Rushdie rounds on his publishers

Salman Rushdie has waded into the row over The Jewel of Medina, the romantic novel about the prophet Muhammad’s child bride Aisha written by an American journalist, Sherry Jones. The novel was dropped by the Booker Prize-winning author's publishers Random House after Islamic scholars warned that it “could incite acts of violence by a small radical segment of muslims”, and Rushdie is furious: “This is censorship by fear, and it sets a very bad precedent indeed.”

Rushdie, whose 1988 novel The Satanic Verses brought a fatwa from Iran's Ayatollah Khomeini, forcing him to live for years under police protection, might be upset at his publishers in principle, but he has chosen not to comment on the style of the novel. One critic described The Jewel of Medina as "soft-core porn", a criticism denied by Sherry Jones, who insists there’s no actual sex in the book.

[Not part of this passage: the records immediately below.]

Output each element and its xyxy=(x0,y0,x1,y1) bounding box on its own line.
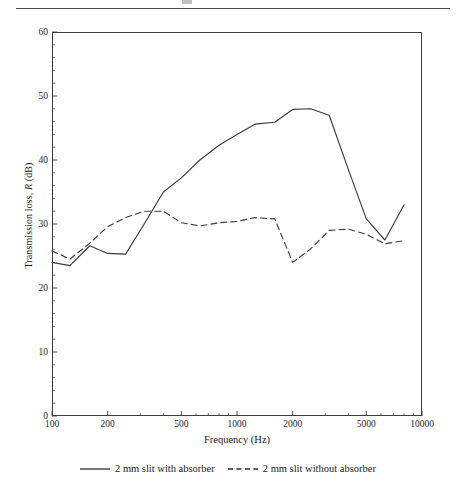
chart-legend: 2 mm slit with absorber2 mm slit without… xyxy=(0,463,456,474)
x-tick-label: 100 xyxy=(45,418,59,430)
y-axis-title-pre: Transmission loss, xyxy=(23,190,34,269)
x-tick-label: 2000 xyxy=(283,418,302,430)
dashed-line-icon xyxy=(228,465,258,473)
legend-item-1: 2 mm slit with absorber xyxy=(80,463,215,474)
x-tick-label: 1000 xyxy=(228,418,247,430)
x-axis-title: Frequency (Hz) xyxy=(52,434,422,445)
x-tick-label: 200 xyxy=(101,418,115,430)
data-series-group xyxy=(52,109,404,266)
legend-label: 2 mm slit with absorber xyxy=(115,463,215,474)
x-tick-label: 10000 xyxy=(410,418,434,430)
legend-item-2: 2 mm slit without absorber xyxy=(228,463,376,474)
x-tick-label: 5000 xyxy=(357,418,376,430)
y-tick-label: 50 xyxy=(22,91,48,101)
y-axis-title-symbol: R xyxy=(23,184,34,190)
y-tick-label: 10 xyxy=(22,347,48,357)
x-axis-tick-labels: 10020050010002000500010000 xyxy=(0,418,456,434)
plot-area xyxy=(52,32,422,416)
y-tick-label: 60 xyxy=(22,27,48,37)
series-line-2 xyxy=(52,211,404,262)
y-axis-title: Transmission loss, R (dB) xyxy=(23,121,34,311)
series-line-1 xyxy=(52,109,404,266)
page-top-cut-glyph xyxy=(182,0,192,4)
x-tick-label: 500 xyxy=(174,418,188,430)
page-header-rule xyxy=(16,8,450,9)
y-tick-marks xyxy=(52,32,57,416)
y-axis-title-post: (dB) xyxy=(23,162,34,183)
solid-line-icon xyxy=(80,465,110,473)
legend-label: 2 mm slit without absorber xyxy=(263,463,376,474)
x-tick-marks xyxy=(52,411,422,416)
figure-transmission-loss: 0102030405060 Transmission loss, R (dB) … xyxy=(0,14,456,478)
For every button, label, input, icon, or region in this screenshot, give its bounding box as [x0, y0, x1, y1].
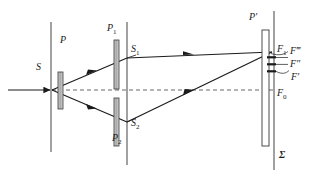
- fringe-mark-f-prime: [267, 70, 276, 72]
- label-polarizer-p: P: [60, 35, 66, 45]
- label-fringe-f-double-prime: F″: [290, 59, 300, 69]
- polarizer-plate-p: [58, 72, 63, 109]
- diagram-canvas: [0, 0, 320, 179]
- label-slit-s2: S2: [131, 118, 140, 131]
- label-fringe-f-triple-prime: F‴: [290, 46, 300, 56]
- label-polarizer-p2: P2: [112, 133, 122, 146]
- label-analyzer-p-prime: P′: [249, 12, 257, 22]
- label-fringe-f1: F1: [277, 44, 287, 57]
- fringe-mark-f-triple-prime: [267, 56, 276, 58]
- ray-s2-to-f1-arrowhead: [183, 89, 194, 95]
- polarizer-plate-p1: [114, 40, 119, 89]
- label-fringe-f0: F0: [277, 88, 287, 101]
- ray-s2-to-f1: [127, 52, 272, 122]
- label-slit-s1: S1: [131, 44, 140, 57]
- ray-s-to-s1-arrowhead: [86, 70, 97, 75]
- ray-s1-to-f1-arrowhead: [183, 51, 194, 55]
- analyzer-plate-p-prime: [262, 30, 269, 146]
- label-polarizer-p1: P1: [107, 23, 117, 36]
- ray-s1-to-f1: [127, 52, 272, 58]
- leader-line-f-prime: [276, 71, 289, 74]
- ray-s-to-s2-arrowhead: [86, 104, 97, 110]
- label-screen-sigma: Σ: [279, 150, 285, 160]
- optics-ray-diagram: S P P1 P2 S1 S2 P′ F1 F‴ F″ F′ F0 Σ: [0, 0, 320, 179]
- label-fringe-f-prime: F′: [291, 72, 299, 82]
- fringe-mark-f-double-prime: [267, 63, 276, 65]
- label-source-s: S: [36, 62, 41, 72]
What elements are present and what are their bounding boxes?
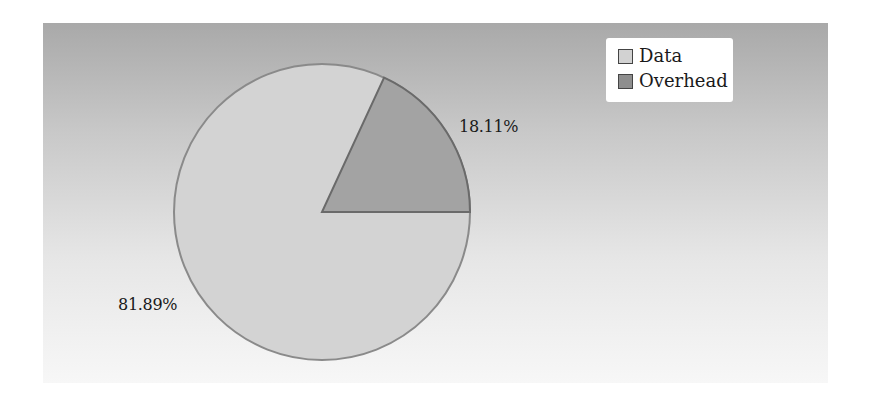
legend-label-data: Data [639,46,682,66]
legend-item-data: Data [618,46,682,66]
pie-chart [0,0,870,399]
chart-legend: Data Overhead [606,38,733,102]
legend-item-overhead: Overhead [618,71,728,91]
slice-label-data: 81.89% [118,295,177,314]
legend-swatch-overhead [618,74,633,89]
slice-label-overhead: 18.11% [459,117,518,136]
legend-swatch-data [618,49,633,64]
legend-label-overhead: Overhead [639,71,728,91]
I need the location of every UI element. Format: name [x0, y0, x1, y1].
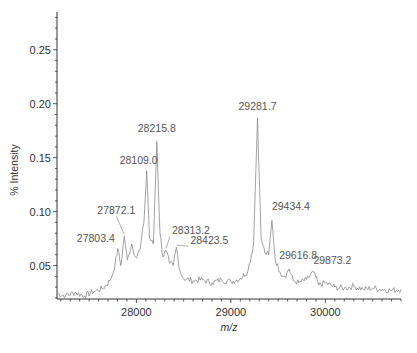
y-tick-label: 0.15: [30, 152, 51, 164]
peak-label: 27872.1: [97, 204, 135, 216]
peak-label: 28423.5: [190, 234, 228, 246]
y-axis: 0.050.100.150.200.25: [30, 12, 57, 299]
peak-leader-line: [166, 236, 170, 248]
x-axis: 280002900030000: [57, 299, 401, 318]
y-tick-label: 0.05: [30, 260, 51, 272]
y-tick-label: 0.20: [30, 98, 51, 110]
y-tick-label: 0.10: [30, 206, 51, 218]
peak-label: 29434.4: [272, 200, 310, 212]
x-tick-label: 29000: [216, 306, 247, 318]
peak-label: 29281.7: [239, 100, 277, 112]
peak-label: 27803.4: [77, 232, 115, 244]
peak-leader-line: [176, 245, 188, 246]
peak-label: 29616.8: [279, 249, 317, 261]
mass-spectrum-chart: 0.050.100.150.200.25 280002900030000 278…: [0, 0, 417, 353]
peak-leader-line: [116, 216, 124, 234]
x-tick-label: 30000: [310, 306, 341, 318]
peak-label: 29873.2: [313, 254, 351, 266]
peak-label: 28215.8: [138, 122, 176, 134]
x-tick-label: 28000: [121, 306, 152, 318]
y-axis-title: % Intensity: [8, 144, 20, 196]
peak-label: 28109.0: [120, 154, 158, 166]
y-tick-label: 0.25: [30, 44, 51, 56]
x-axis-title: m/z: [221, 321, 239, 333]
peak-labels: 27803.427872.128109.028215.828313.228423…: [77, 100, 352, 266]
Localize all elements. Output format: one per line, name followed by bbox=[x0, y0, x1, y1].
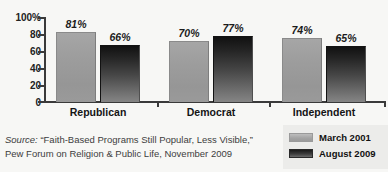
value-label-republican-august-2009: 66% bbox=[100, 32, 140, 43]
legend-item-august-2009[interactable]: August 2009 bbox=[289, 147, 385, 160]
source-title: “Faith-Based Programs Still Popular, Les… bbox=[38, 134, 253, 145]
value-label-republican-march-2001: 81% bbox=[56, 19, 96, 30]
value-label-democrat-august-2009: 77% bbox=[213, 23, 253, 34]
x-axis-tick-3 bbox=[384, 103, 386, 107]
source-prefix: Source: bbox=[5, 134, 38, 145]
bar-independent-august-2009[interactable] bbox=[326, 46, 366, 102]
bars-layer bbox=[0, 0, 388, 102]
bar-independent-march-2001[interactable] bbox=[282, 38, 322, 102]
chart-footer: Source: “Faith-Based Programs Still Popu… bbox=[0, 122, 388, 172]
category-label-independent: Independent bbox=[274, 106, 374, 118]
x-axis-tick-1 bbox=[157, 103, 159, 107]
bar-chart: 100% 80 60 40 20 0 81% 66% 70% 77% 74% 6… bbox=[0, 0, 388, 122]
value-label-democrat-march-2001: 70% bbox=[169, 28, 209, 39]
legend-item-march-2001[interactable]: March 2001 bbox=[289, 131, 385, 144]
legend-swatch-dark-gray bbox=[289, 149, 313, 158]
value-label-independent-march-2001: 74% bbox=[282, 25, 322, 36]
value-label-independent-august-2009: 65% bbox=[326, 33, 366, 44]
chart-legend: March 2001 August 2009 bbox=[289, 131, 385, 165]
bar-republican-august-2009[interactable] bbox=[100, 45, 140, 102]
bar-republican-march-2001[interactable] bbox=[56, 32, 96, 102]
legend-label-march-2001: March 2001 bbox=[319, 132, 371, 143]
source-citation: Source: “Faith-Based Programs Still Popu… bbox=[5, 133, 287, 160]
x-axis-tick-2 bbox=[269, 103, 271, 107]
legend-swatch-light-gray bbox=[289, 133, 313, 142]
bar-democrat-march-2001[interactable] bbox=[169, 41, 209, 102]
category-label-democrat: Democrat bbox=[161, 106, 261, 118]
legend-label-august-2009: August 2009 bbox=[319, 148, 376, 159]
category-label-republican: Republican bbox=[48, 106, 148, 118]
bar-democrat-august-2009[interactable] bbox=[213, 36, 253, 102]
source-publisher: Pew Forum on Religion & Public Life, Nov… bbox=[5, 148, 232, 159]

The novel does, however, offer a recollection of the first sexual encounter between Aisha and the much older prophet: "The pain of consummation soon melted away. Muhammad was so gentle. I hardly felt the scorpion's sting. To be in his arms, skin to skin, was the bliss I had longed for all my life."

At present Jones has no publisher – she was "released" from her contract by Random House – and is seeking to market the book herself.